Who's Laughing Now. Oilseed Works Wins 2011 Earth Day Small Business Award

04.22.12

Metro News; by: Alex Newman www.integritycommunications.ca

They all laughed at Christopher Columbus, goes the song. Greg Herriott got the same reaction in the early 90s when he first tried peddling hemp as food.

It’s because of the cannabis connection, explains Herriott whose company Oilseed Works won the Earth Day Canada 2011 Small Business Award. Initially, though, he wasn’t interested in creating a company to sell hemp. He only wanted to create a marketing campaign to showcase his graphic design firm’s abilities. And when a close friend living in Oregon sent him info about industrial hempseed oil, he recognized its promotional aspects immediately.
But further research revealed so many environmental and health benefits that Herriott thought he might be on to something. The “ad campaign” generated such a positive response, he filed trademark applications, tried cold-pressing the hempseed oil, and shopped it around.

That’s when some people laughed, though others were intrigued, Herriott says. Hemp oil’s health benefits – an 82% concentrate of essential fatty acids including Omega 3 and naturally occurring antioxidants – were virtually unknown.

In Manitoba, though, there was more interest, so Herriott formed a corporation there and started cold pressing oil. But when things stalled he and his wife decided to launch their own enterprise – Oilseed Works www.hempola.com which creates products made from non-genetically modified oilseeds – and purchased a 50-acre farm north of Barrie, ON, to grow them.

That same year, 1999, they developed a line of salad dressings, working with Daniel & Daniel, and then experimented with turning hemp into flour for baking. A by-product of the oil is a pellet formed seed cake, which can be turned into dense 40% protein flour, ideal for heavy breads. Being naturally gluten free, it’s also suitable for wheat allergies.

Hemp flour and protein powder were catching on and others started to produce it. Since flour couldn’t be made without cold-pressing oil, it left the Herriotts with an oil overstock. They knew from research, though, that biodiesel could be made from hemp. Produced in 100-litre batches, the fuel ran all the farm’s machinery.

The bigger environmental potential prompted the Herriotts to create Flour Power, a method of growing hemp and converting it to flour and carbon neutral bio-fuel. Generating interest in Ontario is slow going, but they figure it will eventually catch on.
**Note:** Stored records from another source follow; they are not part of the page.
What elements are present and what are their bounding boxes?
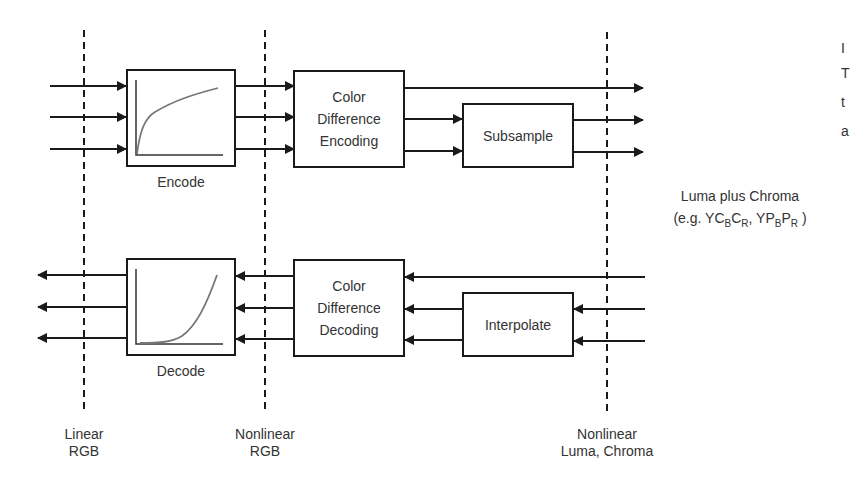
- clipped-text-3: t: [841, 94, 845, 110]
- encode-label: Encode: [127, 174, 235, 191]
- decode-box: [127, 259, 235, 355]
- cde-line3: Encoding: [317, 130, 381, 152]
- cde-line1: Color: [317, 86, 381, 108]
- cdd-line3: Decoding: [317, 319, 381, 341]
- example-formats: (e.g. YCBCR, YPBPR ): [640, 210, 840, 227]
- nonlinear-luma-chroma-line1: Nonlinear: [547, 426, 667, 443]
- example-prefix: (e.g. YC: [673, 210, 724, 226]
- linear-rgb-line2: RGB: [34, 443, 134, 460]
- sub-r1: R: [741, 218, 748, 229]
- encode-curve-graph: [136, 80, 223, 155]
- sub-r2: R: [791, 218, 798, 229]
- cdd-line2: Difference: [317, 297, 381, 319]
- encode-gamma-curve: [137, 88, 218, 154]
- example-suffix: ): [798, 210, 807, 226]
- clipped-text-4: a: [841, 123, 849, 139]
- example-mid1: C: [731, 210, 741, 226]
- decode-gamma-curve: [140, 275, 217, 343]
- cdd-label: ColorDifferenceDecoding: [294, 260, 404, 356]
- decode-label: Decode: [127, 363, 235, 380]
- clipped-text-2: T: [841, 65, 850, 81]
- linear-rgb-label: Linear RGB: [34, 426, 134, 460]
- example-mid2: , YP: [749, 210, 775, 226]
- nonlinear-rgb-line1: Nonlinear: [215, 426, 315, 443]
- clipped-text-1: I: [841, 40, 845, 56]
- example-mid3: P: [781, 210, 790, 226]
- nonlinear-luma-chroma-label: Nonlinear Luma, Chroma: [547, 426, 667, 460]
- cde-label: ColorDifferenceEncoding: [294, 71, 404, 167]
- luma-plus-chroma-label: Luma plus Chroma (e.g. YCBCR, YPBPR ): [640, 188, 840, 227]
- nonlinear-luma-chroma-line2: Luma, Chroma: [547, 443, 667, 460]
- linear-rgb-line1: Linear: [34, 426, 134, 443]
- nonlinear-rgb-label: Nonlinear RGB: [215, 426, 315, 460]
- cde-line2: Difference: [317, 108, 381, 130]
- encode-box: [127, 70, 235, 166]
- luma-plus-chroma-line1: Luma plus Chroma: [640, 188, 840, 205]
- interpolate-label: Interpolate: [463, 293, 573, 356]
- decode-curve-graph: [136, 269, 223, 344]
- nonlinear-rgb-line2: RGB: [215, 443, 315, 460]
- subsample-label: Subsample: [463, 104, 573, 167]
- cdd-line1: Color: [317, 275, 381, 297]
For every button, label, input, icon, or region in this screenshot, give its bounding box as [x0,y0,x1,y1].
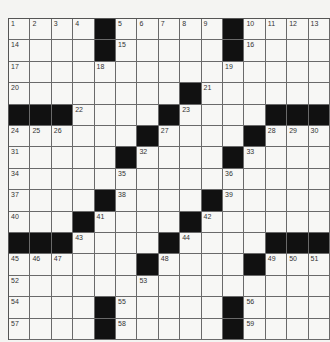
grid-cell[interactable] [52,190,73,211]
grid-cell[interactable] [266,319,287,340]
grid-cell[interactable]: 9 [202,19,223,40]
grid-cell[interactable] [159,169,180,190]
grid-cell[interactable] [73,83,94,104]
grid-cell[interactable] [223,126,244,147]
grid-cell[interactable] [52,40,73,61]
grid-cell[interactable]: 57 [9,319,30,340]
grid-cell[interactable] [202,319,223,340]
grid-cell[interactable] [180,169,201,190]
grid-cell[interactable] [116,254,137,275]
grid-cell[interactable]: 34 [9,169,30,190]
grid-cell[interactable] [73,190,94,211]
grid-cell[interactable] [73,276,94,297]
grid-cell[interactable] [180,190,201,211]
grid-cell[interactable]: 19 [223,62,244,83]
grid-cell[interactable]: 53 [137,276,158,297]
grid-cell[interactable] [52,169,73,190]
grid-cell[interactable]: 16 [244,40,265,61]
grid-cell[interactable]: 45 [9,254,30,275]
grid-cell[interactable]: 6 [137,19,158,40]
grid-cell[interactable]: 40 [9,212,30,233]
grid-cell[interactable] [266,212,287,233]
grid-cell[interactable] [116,62,137,83]
grid-cell[interactable]: 2 [30,19,51,40]
grid-cell[interactable]: 14 [9,40,30,61]
grid-cell[interactable] [180,40,201,61]
grid-cell[interactable] [73,126,94,147]
grid-cell[interactable] [244,212,265,233]
grid-cell[interactable] [116,233,137,254]
grid-cell[interactable] [137,40,158,61]
grid-cell[interactable] [137,212,158,233]
grid-cell[interactable]: 35 [116,169,137,190]
grid-cell[interactable]: 17 [9,62,30,83]
grid-cell[interactable] [180,62,201,83]
grid-cell[interactable] [137,83,158,104]
grid-cell[interactable]: 5 [116,19,137,40]
grid-cell[interactable] [52,297,73,318]
grid-cell[interactable]: 7 [159,19,180,40]
grid-cell[interactable] [266,190,287,211]
grid-cell[interactable]: 41 [95,212,116,233]
grid-cell[interactable] [30,212,51,233]
grid-cell[interactable] [137,105,158,126]
grid-cell[interactable]: 37 [9,190,30,211]
grid-cell[interactable] [244,190,265,211]
grid-cell[interactable]: 10 [244,19,265,40]
grid-cell[interactable] [287,40,308,61]
grid-cell[interactable] [180,297,201,318]
grid-cell[interactable] [116,105,137,126]
grid-cell[interactable]: 15 [116,40,137,61]
grid-cell[interactable] [266,169,287,190]
grid-cell[interactable] [116,83,137,104]
grid-cell[interactable] [73,147,94,168]
grid-cell[interactable] [30,169,51,190]
grid-cell[interactable]: 59 [244,319,265,340]
grid-cell[interactable] [95,147,116,168]
grid-cell[interactable] [287,297,308,318]
grid-cell[interactable]: 55 [116,297,137,318]
grid-cell[interactable]: 27 [159,126,180,147]
grid-cell[interactable]: 56 [244,297,265,318]
grid-cell[interactable] [202,105,223,126]
grid-cell[interactable] [202,276,223,297]
grid-cell[interactable] [309,62,330,83]
grid-cell[interactable] [223,276,244,297]
grid-cell[interactable] [309,297,330,318]
grid-cell[interactable] [223,83,244,104]
grid-cell[interactable]: 29 [287,126,308,147]
grid-cell[interactable] [309,212,330,233]
grid-cell[interactable]: 1 [9,19,30,40]
grid-cell[interactable] [73,297,94,318]
grid-cell[interactable] [202,62,223,83]
grid-cell[interactable] [266,83,287,104]
grid-cell[interactable]: 33 [244,147,265,168]
grid-cell[interactable] [202,254,223,275]
grid-cell[interactable] [244,62,265,83]
grid-cell[interactable]: 20 [9,83,30,104]
grid-cell[interactable] [287,169,308,190]
grid-cell[interactable]: 54 [9,297,30,318]
grid-cell[interactable]: 48 [159,254,180,275]
grid-cell[interactable]: 18 [95,62,116,83]
grid-cell[interactable]: 12 [287,19,308,40]
grid-cell[interactable] [180,147,201,168]
grid-cell[interactable] [137,62,158,83]
grid-cell[interactable] [159,212,180,233]
grid-cell[interactable]: 24 [9,126,30,147]
grid-cell[interactable] [137,190,158,211]
grid-cell[interactable] [202,169,223,190]
grid-cell[interactable]: 50 [287,254,308,275]
grid-cell[interactable] [137,233,158,254]
grid-cell[interactable]: 26 [52,126,73,147]
grid-cell[interactable] [95,83,116,104]
grid-cell[interactable] [52,276,73,297]
grid-cell[interactable]: 42 [202,212,223,233]
grid-cell[interactable] [223,233,244,254]
grid-cell[interactable] [223,105,244,126]
grid-cell[interactable]: 43 [73,233,94,254]
grid-cell[interactable] [287,190,308,211]
grid-cell[interactable] [159,190,180,211]
grid-cell[interactable] [287,147,308,168]
grid-cell[interactable] [180,276,201,297]
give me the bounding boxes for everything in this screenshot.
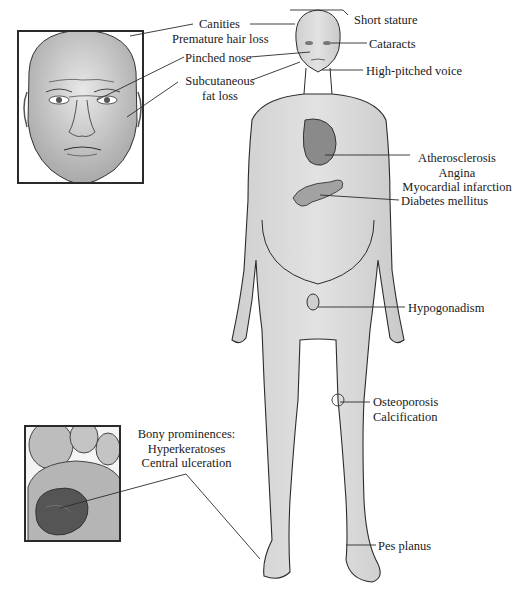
label-pinched-nose: Pinched nose: [185, 51, 251, 66]
label-pes-planus: Pes planus: [378, 539, 431, 554]
torso: [232, 94, 404, 582]
label-hypogonadism: Hypogonadism: [408, 301, 484, 316]
label-line: Subcutaneous: [180, 74, 260, 89]
label-line: Atherosclerosis: [398, 151, 515, 166]
label-knee: Osteoporosis Calcification: [373, 395, 438, 424]
label-short-stature: Short stature: [354, 13, 418, 28]
label-canities: Canities Premature hair loss: [172, 17, 267, 46]
label-line: Premature hair loss: [172, 32, 267, 47]
label-line: Myocardial infarction: [398, 180, 515, 195]
label-high-pitched-voice: High-pitched voice: [366, 64, 462, 79]
label-line: Angina: [398, 166, 515, 181]
label-line: fat loss: [180, 89, 260, 104]
label-diabetes-mellitus: Diabetes mellitus: [401, 194, 488, 209]
label-line: Central ulceration: [134, 456, 239, 471]
head: [296, 10, 340, 94]
label-bony-prominences: Bony prominences: Hyperkeratoses Central…: [134, 427, 239, 471]
label-line: Canities: [172, 17, 267, 32]
label-line: Osteoporosis: [373, 395, 438, 410]
label-cataracts: Cataracts: [369, 37, 416, 52]
label-line: Bony prominences:: [134, 427, 239, 442]
label-line: Hyperkeratoses: [134, 442, 239, 457]
label-line: Calcification: [373, 410, 438, 425]
label-heart: Atherosclerosis Angina Myocardial infarc…: [398, 151, 515, 195]
label-subcutaneous-fat-loss: Subcutaneous fat loss: [180, 74, 260, 103]
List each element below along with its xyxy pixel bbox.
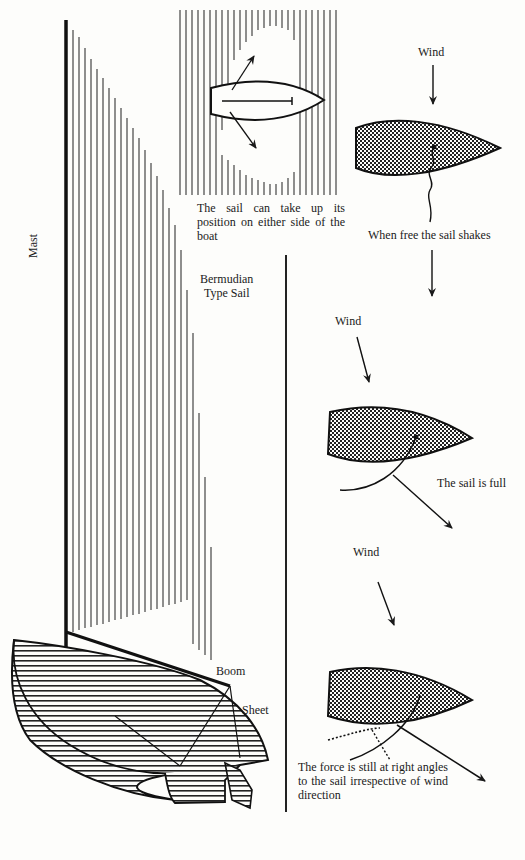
caption-full: The sail is full: [437, 476, 506, 490]
bermudian-sail: [73, 30, 211, 660]
wind-label-1: Wind: [418, 45, 444, 59]
plan-view-caption: The sail can take up its position on eit…: [197, 201, 345, 243]
mast-label: Mast: [26, 234, 40, 258]
diagram-full: [328, 337, 472, 528]
sheet-label: Sheet: [242, 703, 269, 717]
wind-label-3: Wind: [353, 545, 379, 559]
boom-label: Boom: [216, 664, 245, 678]
sail-type-label: Bermudian Type Sail: [200, 272, 253, 300]
caption-shakes: When free the sail shakes: [368, 228, 491, 242]
caption-right-angles: The force is still at right angles to th…: [298, 760, 448, 802]
diagram-shakes: [356, 65, 500, 296]
wind-label-2: Wind: [335, 314, 361, 328]
sail-type-line2: Type Sail: [200, 286, 253, 300]
diagram-right-angles: [328, 582, 485, 781]
diagram-canvas: [0, 0, 525, 860]
sail-type-line1: Bermudian: [200, 272, 253, 286]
Especially in developing nations, he adds, where the benefits would be vast.

Hemp: MIRACLE FOOD
Inexpensive to cultivate and drought tolerant, hemp is ideal for poor arid climates.

1000 acres of hemp yields 300 tonnes of flour or enough bread to provide 2000 calories a day to nearly 2000 people.

It also yields 130,000 litres of oil – eight times what’s required to grow the new crop.

It doesn’t usually require irrigation or conventional fertilizers, leaves nutrients behind in the field, and yields two to three harvests a year.